Terror has returned to France again this morning after a knifeman attacked and killed three people in Nice’s Basilica of Notre-Dame. An elderly female parishioner in her seventies and a male church warden and father of two are believed to be among the dead. A woman in her forties was also killed in the attack.
The city’s mayor Christian Estrosi described the incident as a ‘terrorist attack’ and claimed that the suspect had ‘repeated endlessly ‘Allahu Akbar’’. The suspected attacker was shot by police before being arrested.
The incident took place only a few hundred metres from where 86 people were killed when a lorry driver ploughed into crowds celebrating Bastille Day in 2016. It also comes just a few weeks after a high school teacher was decapitated in Paris after he showed images of the prophet Muhammed to pupils. French president Emmanuel Macron – whose targeting of radical Islam has sparked protests around the world – is travelling to Nice and is expected to make a statement shortly.
Boris Johnson said, in a tweet in French, that he was ‘shocked’ after the ‘barbaric attack’. ‘Our thoughts are with the victims and their families, and the UK stands alongside France in the fight against terror and intolerance,’ he wrote.
French prime minister Jean Castex said the government’s response will be ‘firm, implacable and immediate’, while former president François Holland said:
‘Once again, Nice is struck by barbarism, once again France is attacked by Islamist terrorism. Democracy is our weapon, it will always be the strongest against its enemies. I express my full solidarity to the families of the victims and to all Christians.’
Marine Le Pen described the attack as an ‘act of war’. She said:
‘Me and my colleagues are particularly moved, and more convinced than ever that the measures chosen today are not the right ones, not sufficient, they are not individual acts of barbarians, it is not true, they are acts of war, which are carried out on the basis of an ideology.’
The Conference of Bishops of France (CEF) described the knife attack as ‘unspeakable’. Father Hugues de Woillemont, the spokesman of the CEF, said: ‘There is an urgency to fight this gangrene that is terrorism, just as there is an urgency to put in place a concrete fraternity in our country.’
Elsewhere in France this morning, a man who attempted to attack police in Avignon was shot dead by police at 11.15am.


## Work order:
Find the word "Sighting" in the listing. Copy out each line where it occurs.

## Entries provided:
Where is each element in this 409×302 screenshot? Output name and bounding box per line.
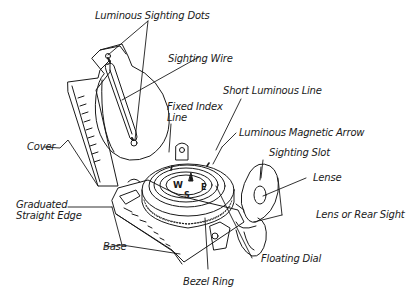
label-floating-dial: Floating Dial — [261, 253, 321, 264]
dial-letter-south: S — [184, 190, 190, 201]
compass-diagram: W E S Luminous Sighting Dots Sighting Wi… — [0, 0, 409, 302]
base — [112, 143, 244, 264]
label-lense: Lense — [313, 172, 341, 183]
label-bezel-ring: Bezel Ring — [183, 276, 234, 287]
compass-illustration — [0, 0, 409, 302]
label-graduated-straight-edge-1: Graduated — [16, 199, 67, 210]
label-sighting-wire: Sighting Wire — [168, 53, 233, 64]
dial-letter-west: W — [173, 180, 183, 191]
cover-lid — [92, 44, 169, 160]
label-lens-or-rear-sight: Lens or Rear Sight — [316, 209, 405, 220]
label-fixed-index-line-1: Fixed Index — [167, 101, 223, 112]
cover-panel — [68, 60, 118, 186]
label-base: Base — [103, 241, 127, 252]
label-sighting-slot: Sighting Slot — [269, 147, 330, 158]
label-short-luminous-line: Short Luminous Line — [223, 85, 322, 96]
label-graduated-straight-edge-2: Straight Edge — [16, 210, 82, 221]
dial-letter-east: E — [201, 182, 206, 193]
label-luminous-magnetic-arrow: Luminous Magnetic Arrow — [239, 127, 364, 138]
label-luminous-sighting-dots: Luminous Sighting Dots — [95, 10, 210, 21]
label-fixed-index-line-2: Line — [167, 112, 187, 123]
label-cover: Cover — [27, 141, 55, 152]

...

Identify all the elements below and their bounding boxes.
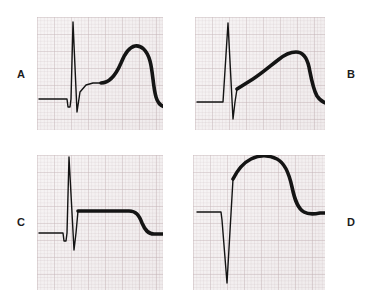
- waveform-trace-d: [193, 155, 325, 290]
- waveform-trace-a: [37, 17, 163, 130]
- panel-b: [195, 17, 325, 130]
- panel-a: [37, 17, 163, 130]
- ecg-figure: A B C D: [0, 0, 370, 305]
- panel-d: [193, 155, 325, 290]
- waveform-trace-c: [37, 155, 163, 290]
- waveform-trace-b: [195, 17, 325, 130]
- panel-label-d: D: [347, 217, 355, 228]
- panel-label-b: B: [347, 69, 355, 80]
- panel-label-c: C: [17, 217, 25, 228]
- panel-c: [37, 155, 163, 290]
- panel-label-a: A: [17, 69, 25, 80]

## Exercise output:
compass-diagram: W E S Luminous Sighting Dots Sighting Wi… — [0, 0, 409, 302]
label-sighting-wire: Sighting Wire — [168, 53, 233, 64]
label-sighting-slot: Sighting Slot — [269, 147, 330, 158]
label-luminous-sighting-dots: Luminous Sighting Dots — [95, 10, 210, 21]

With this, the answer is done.